• mozz@mbin.grits.devOP
    link
    fedilink
    arrow-up
    0
    ·
    6 months ago

    I think you literally made 100% of the first half of this up

    There are no earthworms that used to be here; read the article. Crazy worms do exactly the same thing (remove the layer of leaf litter that traditional NA boreal forests depend on), they just spread a little more quickly which makes it a little more of a problem. But the essential issue is the same. And I don’t think killing either one of them makes any difference at all; humans will not encounter either one on anything even remotely similar to the scale that would make going after them on an individual level a useful thing to do.

    Edit: Okay I am totally wrong; the article talks about northern forests only, and what I’m saying isn’t true of the US / North America as a whole.

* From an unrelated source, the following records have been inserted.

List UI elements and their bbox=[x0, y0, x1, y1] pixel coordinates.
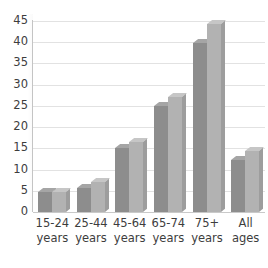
bar-chart: 051015202530354045 15-24years25-44years4… bbox=[0, 0, 268, 268]
bar bbox=[77, 188, 91, 212]
x-tick-label-line1: 15-24 bbox=[36, 216, 69, 230]
x-tick-label: 15-24years bbox=[33, 216, 72, 246]
bar-group bbox=[72, 21, 111, 212]
x-tick-label-line2: years bbox=[33, 231, 72, 246]
bar bbox=[207, 24, 221, 212]
bar-face bbox=[38, 192, 52, 212]
bar bbox=[168, 97, 182, 212]
bar bbox=[38, 192, 52, 212]
x-tick-label-line1: 65-74 bbox=[152, 216, 185, 230]
y-tick-label: 20 bbox=[2, 121, 28, 133]
bar-face bbox=[77, 188, 91, 212]
bar-group bbox=[33, 21, 72, 212]
bar-face bbox=[231, 160, 245, 212]
bar bbox=[52, 192, 66, 212]
bar bbox=[245, 151, 259, 212]
x-tick-label: 75+years bbox=[188, 216, 227, 246]
bar-side-face bbox=[259, 148, 263, 212]
y-tick-label: 5 bbox=[2, 185, 28, 197]
bar-side-face bbox=[66, 189, 70, 212]
bar-side-face bbox=[182, 93, 186, 212]
x-tick-label-line2: years bbox=[149, 231, 188, 246]
bar bbox=[129, 142, 143, 212]
bar-side-face bbox=[221, 21, 225, 212]
gridline bbox=[33, 212, 265, 213]
bar-face bbox=[154, 106, 168, 212]
x-tick-label-line2: years bbox=[72, 231, 111, 246]
x-tick-label-line2: ages bbox=[226, 231, 265, 246]
bar-face bbox=[168, 97, 182, 212]
bar-side-face bbox=[105, 179, 109, 212]
x-tick-label-line2: years bbox=[188, 231, 227, 246]
bar-group bbox=[110, 21, 149, 212]
y-tick-label: 10 bbox=[2, 164, 28, 176]
bar bbox=[115, 148, 129, 212]
chart-title-cutoff bbox=[0, 0, 268, 9]
x-tick-label: 25-44years bbox=[72, 216, 111, 246]
bar bbox=[154, 106, 168, 212]
x-tick-label: Allages bbox=[226, 216, 265, 246]
x-tick-label-line1: 75+ bbox=[195, 216, 219, 230]
x-tick-label-line1: All bbox=[239, 216, 253, 230]
bar-group bbox=[188, 21, 227, 212]
bar-face bbox=[245, 151, 259, 212]
bar-groups bbox=[33, 21, 265, 212]
x-axis-tick-labels: 15-24years25-44years45-64years65-74years… bbox=[33, 216, 265, 262]
y-tick-label: 15 bbox=[2, 142, 28, 154]
x-tick-label-line1: 25-44 bbox=[74, 216, 107, 230]
x-tick-label-line1: 45-64 bbox=[113, 216, 146, 230]
bar-face bbox=[52, 192, 66, 212]
bar-group bbox=[226, 21, 265, 212]
bar-group bbox=[149, 21, 188, 212]
x-tick-label: 45-64years bbox=[110, 216, 149, 246]
bar bbox=[91, 182, 105, 212]
x-tick-label: 65-74years bbox=[149, 216, 188, 246]
plot-area bbox=[33, 21, 265, 212]
y-tick-label: 35 bbox=[2, 57, 28, 69]
bar-face bbox=[91, 182, 105, 212]
bar-side-face bbox=[143, 139, 147, 212]
y-tick-label: 25 bbox=[2, 100, 28, 112]
bar bbox=[231, 160, 245, 212]
bar-face bbox=[207, 24, 221, 212]
y-tick-label: 45 bbox=[2, 15, 28, 27]
x-tick-label-line2: years bbox=[110, 231, 149, 246]
y-tick-label: 40 bbox=[2, 36, 28, 48]
bar bbox=[193, 43, 207, 212]
bar-face bbox=[193, 43, 207, 212]
y-tick-label: 30 bbox=[2, 79, 28, 91]
bar-face bbox=[115, 148, 129, 212]
bar-face bbox=[129, 142, 143, 212]
y-tick-label: 0 bbox=[2, 206, 28, 218]
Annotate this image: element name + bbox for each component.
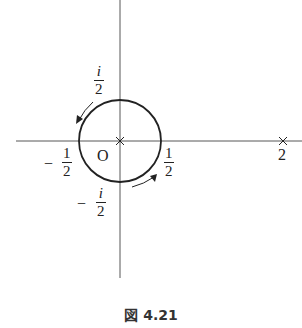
arrow-lower-right-icon bbox=[132, 174, 157, 187]
label-neg-i-half: i 2 bbox=[96, 186, 106, 219]
neg-half-sign: − bbox=[44, 155, 53, 173]
origin-label: O bbox=[97, 148, 109, 164]
label-half: 1 2 bbox=[164, 146, 174, 179]
label-two: 2 bbox=[278, 147, 286, 163]
label-i-half: i 2 bbox=[94, 64, 104, 97]
figure-caption: 図 4.21 bbox=[0, 304, 302, 324]
neg-i-half-sign: − bbox=[77, 195, 86, 213]
label-neg-half: 1 2 bbox=[62, 146, 72, 179]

    • givesomefucks@lemmy.world
      link
      fedilink
      English
      arrow-up
      0
      arrow-down
      1
      ·
      6 months ago

      There are no earthworms that used to be here; read the article.

      Admittedly I didn’t, because I already know this.

      But here you go:

      During the last ice age, which ended roughly 10,000 years ago, a massive ice sheet covered what’s roughly the northern third of the continent. Scientists think that this most recent glaciation killed off the earthworms that may have inhabited the area.